A Cultural Bounty
Born and raised in Ghana, Joseph “Piko” Ewoodzie ’06 recalls visiting one of several slave castles there as a young adult. Though most of these big buildings had been built as trading posts, they had quickly evolved into prisons that held men and women captive under horrific conditions until they were transported as slaves to the New World and Caribbean.
“At the time [of my first visit], I didn’t know the other side of the story. I didn’t know the African American history side of the experience,” he says.
Several years later, he went to a slave castle again. This time, he was traveling with students in the Ithaca College Martin Luther King Scholar Program, and his experience was entirely different from his first. He remembers being led to one of the rooms of the slave castle with a friend and being locked inside for five minutes.
“I couldn’t make it through the whole thing without just bawling,” he says. “Both of us cried.”
Ewoodzie says his travels with the MLK Scholar Program helped shape him as an ethnographer. Though his major was sociology, Ewoodzie describes himself as a storyteller.
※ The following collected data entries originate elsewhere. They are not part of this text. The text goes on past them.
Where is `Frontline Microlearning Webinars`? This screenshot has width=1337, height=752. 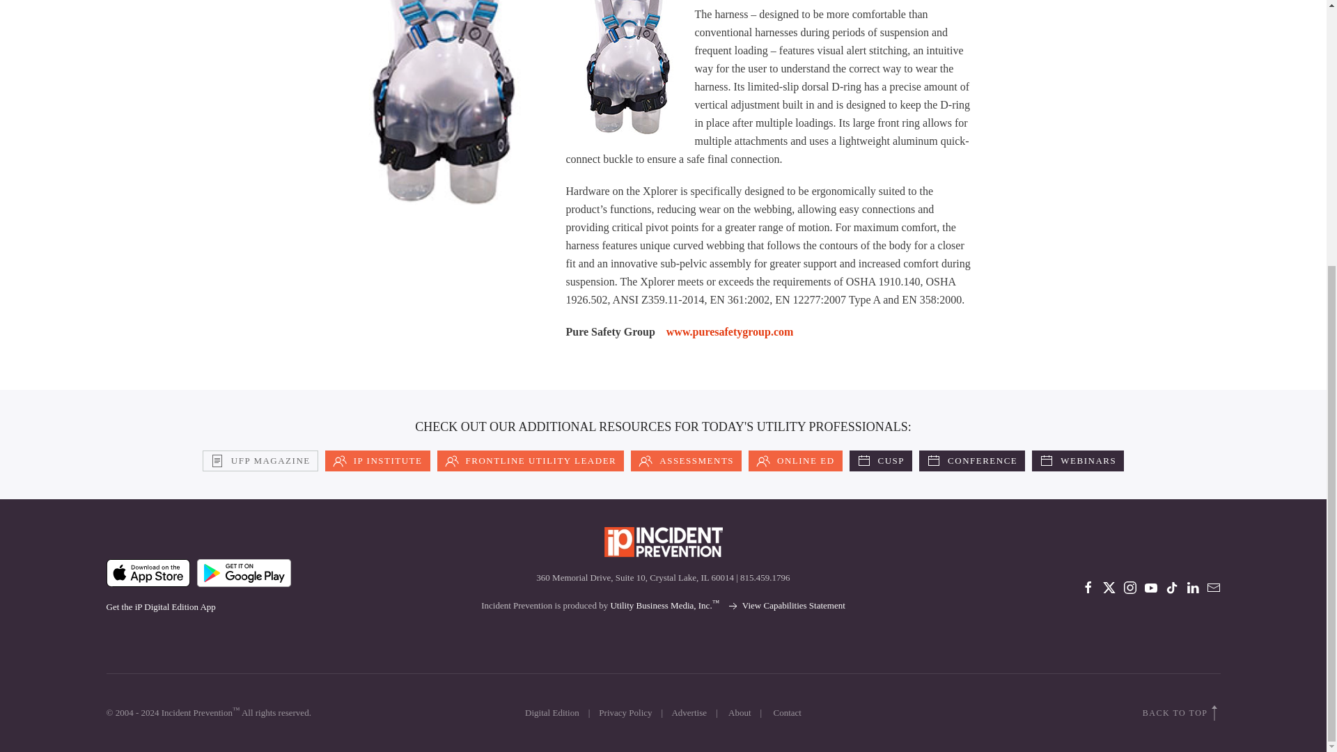
Frontline Microlearning Webinars is located at coordinates (1078, 461).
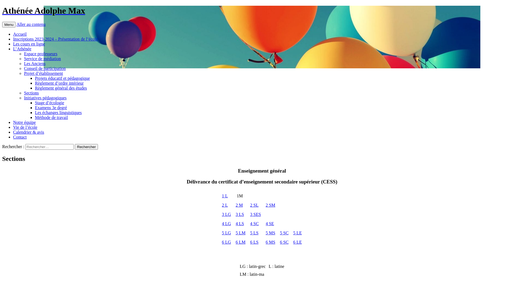 The height and width of the screenshot is (294, 524). What do you see at coordinates (239, 206) in the screenshot?
I see `2 M` at bounding box center [239, 206].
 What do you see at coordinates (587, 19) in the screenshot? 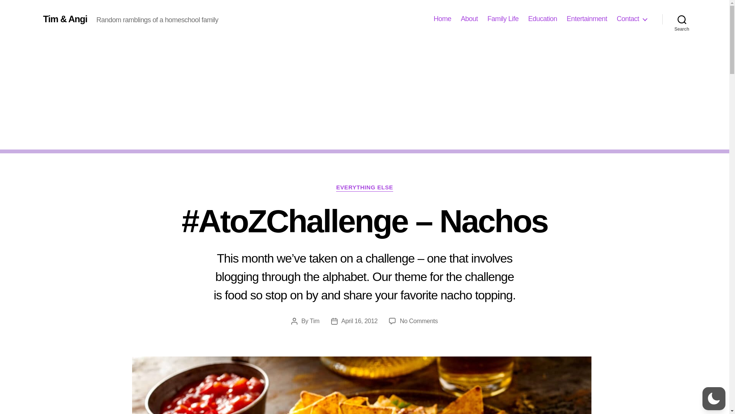
I see `Entertainment` at bounding box center [587, 19].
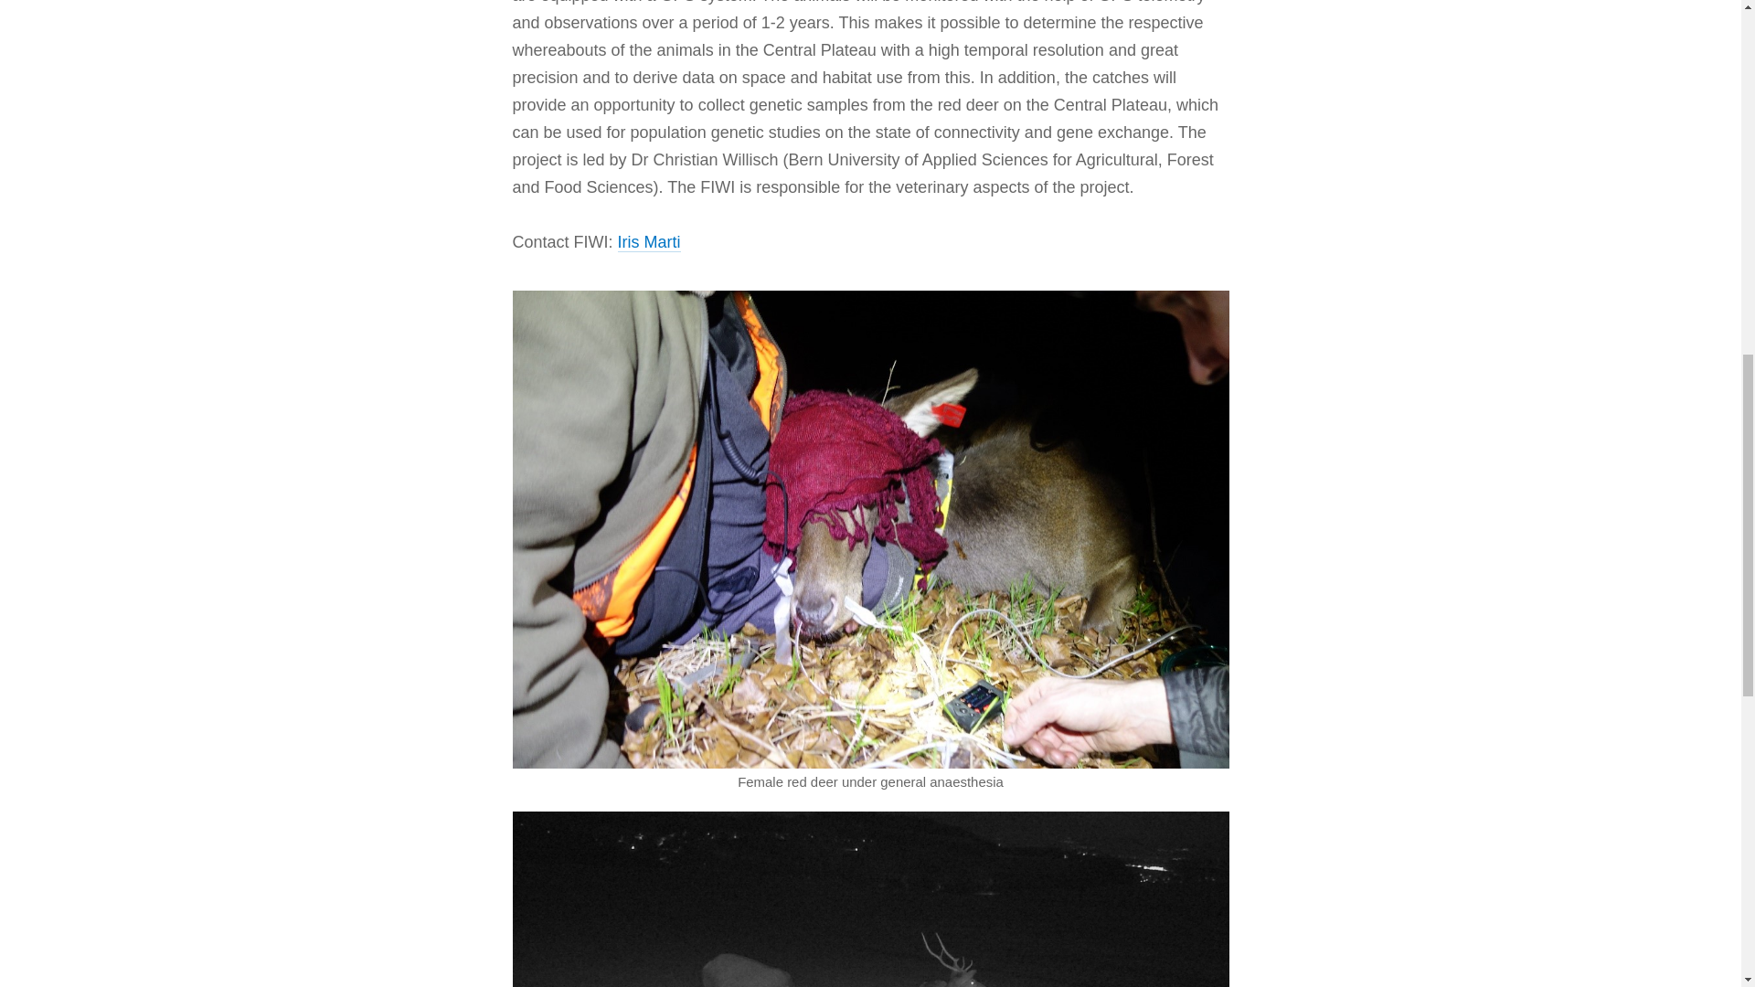  I want to click on Male red deer on the Swiss Plateau, so click(870, 900).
Indeed, he is full of accounts like the one about his transformative experience in Ghana, and it is his own story about his time at Ithaca College that he says served as the foundation for where he is now and the future he’s shaping for himself.
As a visiting instructor of sociology at Kenyon College and a graduate student at the University of Wisconsin–Madison, Ewoodzie is pursuing a doctoral degree in sociology.
After seeing a documentary about obesity in graduate school, Ewoodzie traveled to Mississippi to study how food matters to African Americans of different socioeconomic statuses. He spent months observing people beginning with the homeless and the lower classes, and then working his way up.
“The objective was [to find out] what food is available to them, how they choose what they eat, and how they actually eat. If eating is a social activity, who do they eat with, what do they eat on, and how long does it take for them to eat?” he says.
Ewoodzie’s research is still taking shape, but he says the MLK program at IC planted the research bug in him. He traveled to Brazil, Ghana, the Dominican Republic, and Costa Rica. For each trip, he designed a research project based on a question he had about the country he was traveling to. When he got to the country, Ewoodzie spoke with the local people to find the answer to his question.
In addition to being an MLK scholar, Ewoodzie became a resident assistant (R.A.) during the second semester of freshman year. In that first semester, he was placed in Terrace 10, a residence for upperclassmen.
Despite being the “young kid,” Ewoodzie stuck with it and to this day he says he applies a lot of the lessons he learned in his classroom.
“I’m teaching now, and all those ways of managing a group of people—getting them to buy in, earning their trust—are things you learn as an R.A. For me, that’s translated into being a professor.”
Ewoodzie will start next fall as an assistant professor of sociology at Davidson College in North Carolina.
“I want to teach college students how to think, how to write, how to get excited about the complications of the world,” he says. “The other is to know how to do research.”
Ewoodzie’s experience in the MLK Scholar Program helped shape the way he does research today. By studying other peoples’ lives and experiences, he also feels he is discovering his own interests: “I ended up becoming somebody who dreams of writing books and getting published, and it’s all because of my experiences at Ithaca College.”